ACI Materials Journal/January-February 2003

71

SUMMARY AND CONCLUSIONS


Reinforced concrete beams were strengthened with bonded
CFRP composites and tested to failure in both flexure and
shear failure modes. The beams were IR inspected for initial
application quality and periodically during load testing to
record loss of bond with load increase. Inspection procedures
were developed and damage signatures were defined for the
various reinforcing configurations. The following conclusions
have been supported by this research:
Infrared thermography can be used effectively for
nondestructively evaluating CFRP strengthening
systems for concrete;
Initially unbonded areas of CFRP composite on concrete
substrates can exceed 20% of the total CFPR area;
Shear controlled failures can exhibit up to twice as much
CFRP debonding as predominately flexural failures;
The amount of unbonded area present immediately
after CFRP application can be significantly lower than
after curing of the CFRP has taken place;
Manual methods of acoustic sounding can leave up to
25% of the voids under the CFRP composite undetected.
Acoustic sounding is inadequate for detecting small
irregular voids and clearly defining defect and damage
boundaries; and
Quality control inspections need to be performed on

72

these systems to establish a baseline for unbonded


areas. Routine inspections must be performed to determine
the status of the bond between the CFRP and the concrete
and prevent unexpected failures.
ACKNOWLEDGMENTS
The authors would like to acknowledge and thank the National Science
Foundation (CAREER Grant CMS-9734227) for funding this project. They
would also like to thank Tom Hurley of Hurley and Associates, Inc., for his
expertise and input regarding infrared thermography.

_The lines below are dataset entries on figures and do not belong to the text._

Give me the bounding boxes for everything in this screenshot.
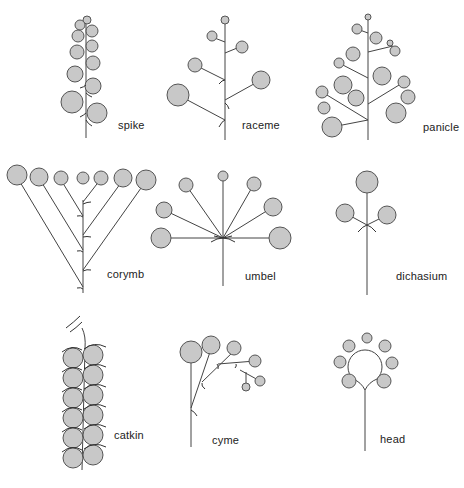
- panicle-diagram: [316, 14, 415, 140]
- spike-diagram: [61, 16, 107, 138]
- label-umbel: umbel: [245, 270, 276, 282]
- label-catkin: catkin: [114, 429, 144, 441]
- dichasium-diagram: [336, 171, 396, 295]
- label-raceme: raceme: [242, 119, 280, 131]
- label-cyme: cyme: [212, 434, 239, 446]
- label-spike: spike: [118, 119, 145, 131]
- label-head: head: [380, 433, 405, 445]
- catkin-diagram: [62, 316, 106, 470]
- cyme-diagram: [180, 336, 265, 447]
- umbel-diagram: [151, 171, 291, 286]
- label-panicle: panicle: [423, 121, 459, 133]
- label-corymb: corymb: [107, 268, 144, 280]
- inflorescence-diagram: [0, 0, 464, 488]
- label-dichasium: dichasium: [396, 270, 447, 282]
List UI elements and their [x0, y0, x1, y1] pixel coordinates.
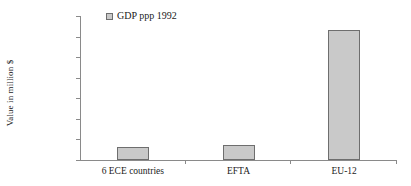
- y-axis-title: Value in million $: [0, 0, 20, 186]
- x-axis-category-label: EU-12: [331, 166, 356, 176]
- x-axis-category-label: EFTA: [227, 166, 250, 176]
- y-axis-tick: [76, 98, 80, 99]
- bar: [328, 30, 360, 160]
- x-axis-tick: [290, 160, 291, 164]
- legend-entry-label: GDP ppp 1992: [117, 11, 177, 21]
- y-axis-tick: [76, 37, 80, 38]
- y-axis-line: [80, 16, 81, 160]
- y-axis-tick: [76, 78, 80, 79]
- y-axis-tick: [76, 119, 80, 120]
- bar-chart: Value in million $ 6 ECE countriesEFTAEU…: [0, 0, 411, 186]
- y-axis-tick: [76, 160, 80, 161]
- chart-legend: GDP ppp 1992: [106, 11, 177, 21]
- x-axis-line: [80, 160, 397, 161]
- bar: [117, 147, 149, 160]
- plot-area: 6 ECE countriesEFTAEU-12: [80, 16, 397, 160]
- legend-swatch-icon: [106, 13, 113, 20]
- y-axis-tick: [76, 16, 80, 17]
- x-axis-category-label: 6 ECE countries: [102, 166, 164, 176]
- x-axis-tick: [185, 160, 186, 164]
- bar: [223, 145, 255, 160]
- y-axis-tick: [76, 139, 80, 140]
- x-axis-tick: [396, 160, 397, 164]
- y-axis-tick: [76, 57, 80, 58]
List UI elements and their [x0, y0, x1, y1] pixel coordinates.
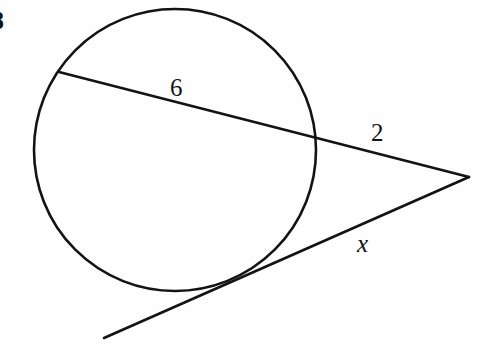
geometry-canvas [0, 0, 489, 347]
geometry-figure: 8 6 2 x [0, 0, 489, 347]
tangent-length-label: x [357, 231, 368, 256]
secant-chord-length-label: 6 [170, 75, 183, 100]
problem-number-label: 8 [0, 8, 4, 34]
secant-external-length-label: 2 [371, 120, 384, 145]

The views expressed in
this paper are those of the authors and not necessarily those of the sponsor.

REFERENCES
ACI Committee 440, 2002, Guide for the Design and Construction of
Externally Bonded FRP Systems for Strengthening Concrete Structures
(ACI 440.2R-02), American Concrete Institute, Farmington Hills,
Mich., 45 pp.
Jackson, D. R.; Islam, M.; Hurley, T. J.; and Alvarez, F. J., 1999,
Feasibility of Evaluating Fiber Reinforced Plastic (FRP) Wrapped
Reinforced Concrete Columns Using Ground Penetrating Radar (GPR)
and Infrared (IR) Thermography, Demonstration Project No. 84-2, U.S.
Department of Transportation-Federal Highway Administration,
Washington, D.C.
Mack, J. K., and Holt, E. E., 1999, The Effect of Vapor Barrier
Encapsulation of Concrete by FRP Composite Strengthening Systems,
44th International SAMPE Symposium and Exhibition , Long Beach, Calif.
Witcher, D., 1996, Application of Fiber Reinforced Plastics in New
Construction and Rehabilitation of the Infrastructure, International
Con ference on Composites in Infrastructure 1996, (ICCI 96), pp. 774-779.